Soon, the two were huddled on a toddler-high step, chatting away. They missed debrief. They missed dinner. By the time they broke free of their conversation for the dregs of supper—the last of the brisket which they ate out of a shared bowl—the two Greyshirts with a passion for service were already in love.
“Let Me Show You How It’s Done, Boys”
One year and a tamper-evident water bottle band later, Friedrich popped the question.
It was 2020, and the couple, who were now living together, were piggy-backing deployments. She had been doing recon in St. Joe, MO, when a derecho hit the upper Midwest, so she did recon for Marshalltown, IA, and then Cedar Rapids. Shortly thereafter, Friedrich caught the tail end of the Marshalltown response, then picked up gear from it and took it to Cedar Rapids for Team Rubicon’s derecho response there.
By Labor Day weekend, both Greyshirts had managed to get deployed on derecho response Operation Fifth Season, in Cedar Rapids, albeit serving on separate strike teams.
Near the end of the first day, command sent all four strike teams to the same address: a home that had been largely unattended by the community and where there was one very large, very cantankerous tree down. A Hard Rock Maple, the tree was incredibly hard to cut. By the time Young and her partner arrived, Greyshirt saw teams of multiple levels were taking on the tree. Friedrich and his partner were already hard at work on a heart-shaped log. One of the strike teams had broken a wedge. The cutting was tough, and everyone wanted a piece of it. Young, too. “In my mind, I’m like, ‘I’m going to go, I’m gonna cut this piece of wood. It’s gonna be awesome,’” she says.

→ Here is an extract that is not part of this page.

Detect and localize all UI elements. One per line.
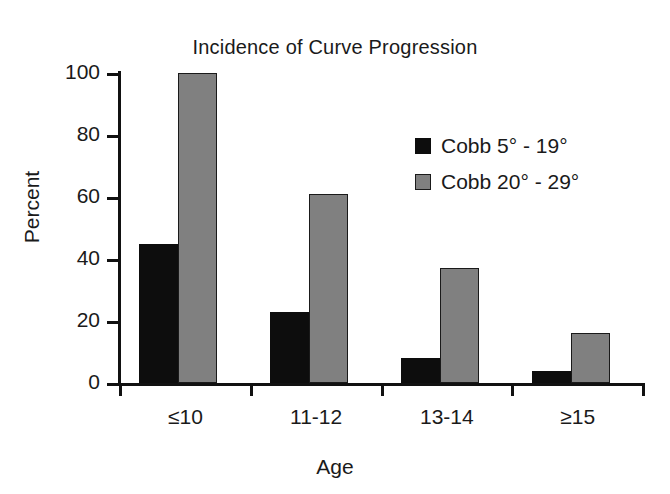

“Okay boys, let me show you how it’s done,” she exclaimed loudly, stepping over to the tree in what she admits was not appropriate eye protection.
Friedrich, meanwhile, was watching with horror and awe.
Within Young’s very first cut, her chainsaw got stuck. Standing there, red and flustered and at the very height of her embarrassment, Young heard her full name called, very loudly. “Uh oh, I’m in trouble,” she thought.
Turning around she saw Friedrich across the yard, down on one knee. In his outstretched hand was the tamper-evident band from a water bottle—that perforated plastic ring left behind on the neck of the bottle when the cap is twisted off.
Young accepted—the ring fit perfectly over her sawyer gloves—then promptly picked up her saw and headed to the truck to clean up. She might not have been thinking straight. In fact, she admits, it took her saw partner to bring her to her senses.
Stepping Out of a Tux and Gown and Into the Arena
Young’s motto, “a couple, a couple that serves together stays together,” has borne out. Roughly one year after their mid-operation engagement the couple wed.
The wedding theme? Service. There was a Team Rubicon-themed table with all of their patches as well as books about the storm and about community resilience. They wrote some of Team Rubicon’s service principles into their vows; they cut their cake—in the shape of a tree stump—with a toy chainsaw. The traditional unity candle was a campfire.
Shortly after the ceremony was over and the cake was cut, it was off to the honeymoon: the couple deployed to Fort McCoy with Team Rubicon to help with Afghan refugee resettlement. After years of responding to natural disasters, this operation of humanitarian aid had special meaning for Young. A Navy veteran, she had served in Afghanistan from 2012-’13.
“Being able to give back at least a little bit was really important for me, it connected me back there,” she says.
What’s next for the Greyshirt newlyweds? For now, they’re settled in at home in Kansas City, MO. Yet with tornado season coming up, they likely won’t be for long. With service at the core of their relationship, each is likely to deploy again soon. This time when they step into the arena, however, they’ll know it’s with Greyshirts not only at their side but also at home.